Comment by marginalia_nu
9 days ago
I'm primarily looking at document lists and possibly the keyword-documents mapping.
Caching will likely be fairly tuned toward the operation itself, since it's not a general-purpose DBMS and I can fairly accurately predict which pages will likely be useful to cache or when read-ahead is likely to be fruitful based on the operation being performed.
For keyword-document mappings some LRU cache scheme is likely a good fit, when reading a list of documents readahead is good (and I can inform the pool of how far to read ahead), when intersecting document lists I can also generally predict when pages are likely to be re-read or needed in the future based on the position in the tree.

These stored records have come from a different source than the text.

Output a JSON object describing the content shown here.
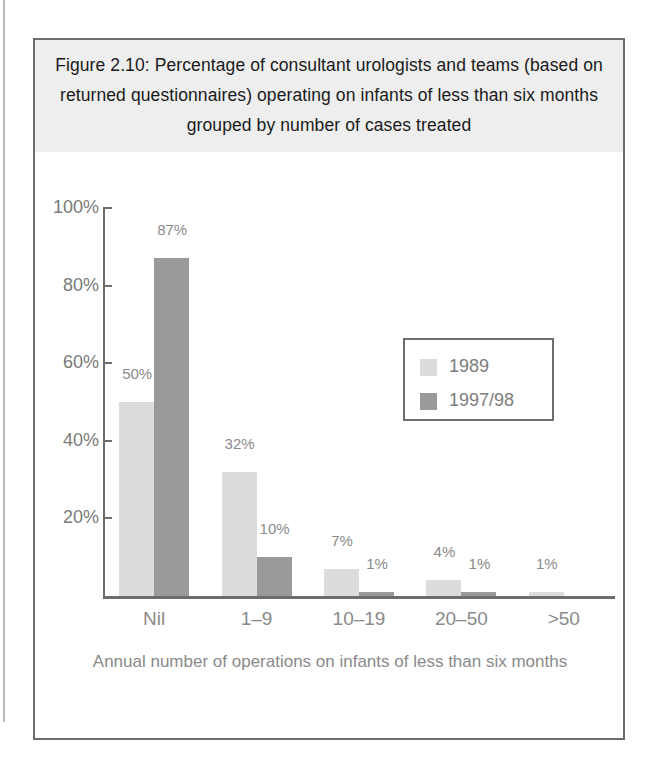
{
  "figure": {
    "title": "Figure 2.10: Percentage of consultant urologists and teams (based on returned questionnaires) operating on infants of less than six months grouped by number of cases treated"
  },
  "chart_data": {
    "type": "bar",
    "title": "Figure 2.10: Percentage of consultant urologists and teams (based on returned questionnaires) operating on infants of less than six months grouped by number of cases treated",
    "xlabel": "Annual number of operations on infants of less than six months",
    "ylabel": "",
    "ylim": [
      0,
      100
    ],
    "grid": false,
    "legend_position": "inside-upper-right",
    "categories": [
      "Nil",
      "1–9",
      "10–19",
      "20–50",
      ">50"
    ],
    "series": [
      {
        "name": "1989",
        "color": "#dcdcdc",
        "values": [
          50,
          32,
          7,
          4,
          1
        ],
        "labels": [
          "50%",
          "32%",
          "7%",
          "4%",
          "1%"
        ]
      },
      {
        "name": "1997/98",
        "color": "#9a9a9a",
        "values": [
          87,
          10,
          1,
          1,
          0
        ],
        "labels": [
          "87%",
          "10%",
          "1%",
          "1%",
          ""
        ]
      }
    ],
    "yticks": [
      20,
      40,
      60,
      80,
      100
    ],
    "ytick_labels": [
      "20%",
      "40%",
      "60%",
      "80%",
      "100%"
    ]
  },
  "axis": {
    "y_labels": [
      "100%",
      "80%",
      "60%",
      "40%",
      "20%"
    ],
    "x_title_line1": "Annual number of operations on infants of less than",
    "x_title_line2": "six months"
  },
  "legend": {
    "entries": [
      {
        "label": "1989",
        "color": "#dcdcdc"
      },
      {
        "label": "1997/98",
        "color": "#9a9a9a"
      }
    ]
  }
}
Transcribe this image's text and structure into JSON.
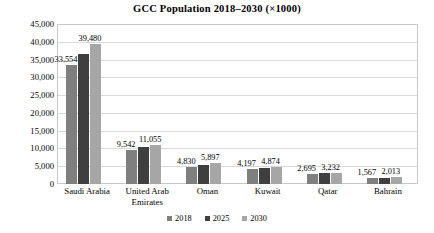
{
  "chart_data": {
    "type": "bar",
    "title": "GCC Population 2018–2030 (×1000)",
    "xlabel": "",
    "ylabel": "",
    "ylim": [
      0,
      45000
    ],
    "ytick_step": 5000,
    "yticks": [
      "0",
      "5,000",
      "10,000",
      "15,000",
      "20,000",
      "25,000",
      "30,000",
      "35,000",
      "40,000",
      "45,000"
    ],
    "grid": "horizontal",
    "legend_position": "bottom-center",
    "categories": [
      "Saudi Arabia",
      "United Arab Emirates",
      "Oman",
      "Kuwait",
      "Qatar",
      "Bahrain"
    ],
    "category_lines": [
      [
        "Saudi Arabia"
      ],
      [
        "United Arab",
        "Emirates"
      ],
      [
        "Oman"
      ],
      [
        "Kuwait"
      ],
      [
        "Qatar"
      ],
      [
        "Bahrain"
      ]
    ],
    "series": [
      {
        "name": "2018",
        "color": "#7f7f7f",
        "values": [
          33554,
          9542,
          4830,
          4197,
          2695,
          1567
        ],
        "labels": [
          "33,554",
          "9,542",
          "4,830",
          "4,197",
          "2,695",
          "1,567"
        ],
        "labels_shown": true
      },
      {
        "name": "2025",
        "color": "#3f3f3f",
        "values": [
          36500,
          10300,
          5350,
          4540,
          2960,
          1790
        ],
        "labels": [
          "",
          "",
          "",
          "",
          "",
          ""
        ],
        "labels_shown": false
      },
      {
        "name": "2030",
        "color": "#a6a6a6",
        "values": [
          39480,
          11055,
          5897,
          4874,
          3232,
          2013
        ],
        "labels": [
          "39,480",
          "11,055",
          "5,897",
          "4,874",
          "3,232",
          "2,013"
        ],
        "labels_shown": true
      }
    ]
  }
}
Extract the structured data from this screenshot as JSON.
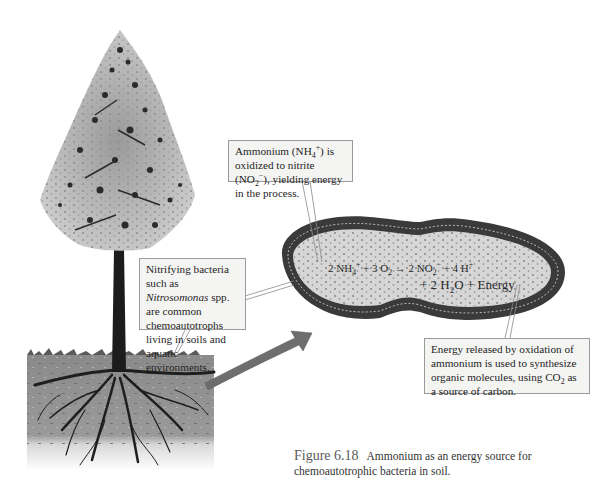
{
  "figure": {
    "number": "Figure 6.18",
    "caption": "Ammonium as an energy source for chemoautotrophic bacteria in soil."
  },
  "callouts": {
    "ammonium": {
      "pre": "Ammonium (NH",
      "sub1": "4",
      "sup1": "+",
      "mid": ") is oxidized to nitrite (NO",
      "sub2": "2",
      "sup2": "−",
      "post": "), yielding energy in the process."
    },
    "nitrifying": {
      "pre": "Nitrifying bacteria such as ",
      "italic": "Nitrosomonas",
      "post": " spp. are common chemoautotrophs living in soils and aquatic environments."
    },
    "energy": {
      "pre": "Energy released by oxidation of ammonium is used to synthesize organic molecules, using CO",
      "sub": "2",
      "post": " as a source of carbon."
    }
  },
  "equation": {
    "line1": {
      "a": "2 NH",
      "a_sub": "4",
      "a_sup": "+",
      "b": " + 3 O",
      "b_sub": "2",
      "arrow": " → ",
      "c": "2 NO",
      "c_sub": "2",
      "c_sup": "−",
      "d": " + 4 H",
      "d_sup": "+"
    },
    "line2": {
      "a": "+ 2 H",
      "a_sub": "2",
      "b": "O + Energy"
    }
  },
  "colors": {
    "soil": "#8c8c8c",
    "soil_light": "#d9d9d9",
    "bark": "#1c1c1c",
    "foliage": "#a8a8a8",
    "cell_wall": "#3a3a3a",
    "cytoplasm": "#d6d6d6",
    "arrow": "#6e6e6e",
    "callout_bg": "#f4f4f2",
    "callout_border": "#9a9a9a"
  }
}
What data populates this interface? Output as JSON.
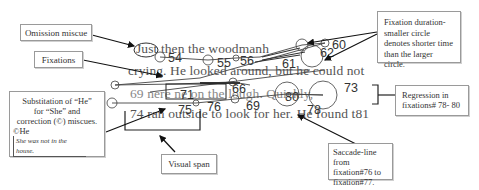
{
  "callouts": {
    "omission": {
      "label": "Omission miscue"
    },
    "fixations": {
      "label": "Fixations"
    },
    "substitution": {
      "line1": "Substitation of “He”",
      "line2": "for “She” and",
      "line3": "correction (©) miscues.",
      "line4": "©He",
      "example": "She was not in the house."
    },
    "visual_span": {
      "label": "Visual span"
    },
    "saccade": {
      "line1": "Saccade-line from",
      "line2": "fixation#76 to",
      "line3": "fixation#77."
    },
    "regression": {
      "line1": "Regression in",
      "line2": "fixations# 78- 80"
    },
    "duration": {
      "line1": "Fixation duration-",
      "line2": "smaller circle",
      "line3": "denotes shorter time",
      "line4": "than the larger circle."
    }
  },
  "reading_text": {
    "line1_word1": "Just",
    "line1_rest": " then the woodmanh",
    "line2": "crying.  He looked around, but he could not",
    "line3": "69 nere           ne on the lough. Quickly,",
    "line4": "74 ran outside to look for her.  He found t81"
  },
  "fixation_numbers": {
    "n54": "54",
    "n55": "55",
    "n56": "56",
    "n59": "59",
    "n60": "60",
    "n62": "62",
    "n61": "61",
    "n64": "64",
    "n66": "66",
    "n69": "69",
    "n71": "71",
    "n73": "73",
    "n75": "75",
    "n76": "76",
    "n78": "78",
    "n80": "80",
    "n81": "81"
  }
}
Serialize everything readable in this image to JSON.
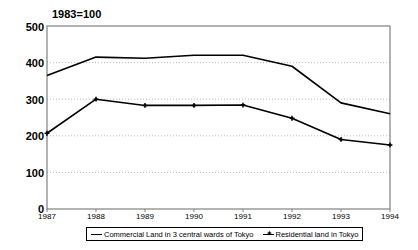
{
  "chart_data": {
    "type": "line",
    "title": "",
    "annotation": "1983=100",
    "xlabel": "",
    "ylabel": "",
    "categories": [
      "1987",
      "1988",
      "1989",
      "1990",
      "1991",
      "1992",
      "1993",
      "1994"
    ],
    "x": [
      1987,
      1988,
      1989,
      1990,
      1991,
      1992,
      1993,
      1994
    ],
    "ylim": [
      0,
      500
    ],
    "yticks": [
      0,
      100,
      200,
      300,
      400,
      500
    ],
    "ytick_labels": [
      "0",
      "100",
      "200",
      "300",
      "400",
      "500"
    ],
    "xtick_labels": [
      "1987",
      "1988",
      "1989",
      "1990",
      "1991",
      "1992",
      "1993",
      "1994"
    ],
    "grid": "horizontal-dotted",
    "legend_position": "bottom-center",
    "series": [
      {
        "name": "Commercial Land in 3 central wards of Tokyo",
        "values": [
          365,
          415,
          412,
          420,
          420,
          390,
          290,
          260
        ],
        "color": "#000000",
        "marker": "none"
      },
      {
        "name": "Residential land in Tokyo",
        "values": [
          207,
          300,
          283,
          283,
          284,
          248,
          190,
          175
        ],
        "color": "#000000",
        "marker": "plus"
      }
    ]
  },
  "legend": {
    "items": [
      {
        "label": "Commercial Land in 3 central wards of Tokyo",
        "marker": "none"
      },
      {
        "label": "Residential land in Tokyo",
        "marker": "plus"
      }
    ]
  },
  "axes": {
    "y_labels": [
      "500",
      "400",
      "300",
      "200",
      "100",
      "0"
    ],
    "x_labels": [
      "1987",
      "1988",
      "1989",
      "1990",
      "1991",
      "1992",
      "1993",
      "1994"
    ]
  },
  "colors": {
    "line": "#000000",
    "frame": "#808080",
    "grid": "#bdbdbd",
    "background": "#ffffff"
  }
}
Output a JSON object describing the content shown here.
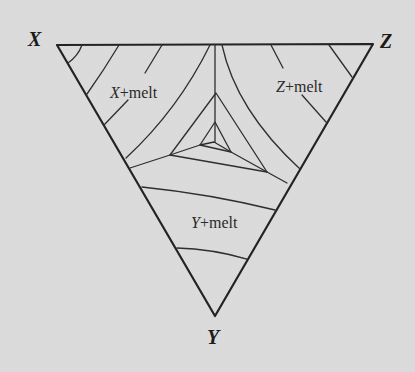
{
  "diagram": {
    "type": "ternary-phase-diagram",
    "vertices": [
      {
        "id": "X",
        "label": "X",
        "x": 57,
        "y": 45,
        "label_x": 28,
        "label_y": 46
      },
      {
        "id": "Z",
        "label": "Z",
        "x": 373,
        "y": 44,
        "label_x": 380,
        "label_y": 48
      },
      {
        "id": "Y",
        "label": "Y",
        "x": 215,
        "y": 316,
        "label_x": 207,
        "label_y": 344
      }
    ],
    "fields": [
      {
        "id": "x-melt",
        "component": "X",
        "suffix": "+melt",
        "x": 110,
        "y": 98
      },
      {
        "id": "z-melt",
        "component": "Z",
        "suffix": "+melt",
        "x": 276,
        "y": 92
      },
      {
        "id": "y-melt",
        "component": "Y",
        "suffix": "+melt",
        "x": 191,
        "y": 228
      }
    ],
    "colors": {
      "background": "#e3e3e3",
      "line": "#2e2e2e",
      "text": "#1c1c1c"
    }
  }
}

Will definitely need a fair bit of tuning but overall the problem is greatly simplified by revolving around very specific types of access patterns.
Ah interesting. Is your keyword-document map (aka term dict) too big to keep in memory permanently? My understanding is that at Google they just keep it in memory on every replica.
Edit: I should specify they shard the corpus by document so there isn't a replica with the entire term dict on it.
Could plausibly fit in RAM, is only like ~100 GB in total. We'll see, will probably keep it mmap:ed at first to see what happens. It isn't the target of very many queries (relatively speaking) at any rate so either way is probably fine.
>It isn't the target of very many queries (relatively speaking)
Wow why is that? Do you use a vector index primarily?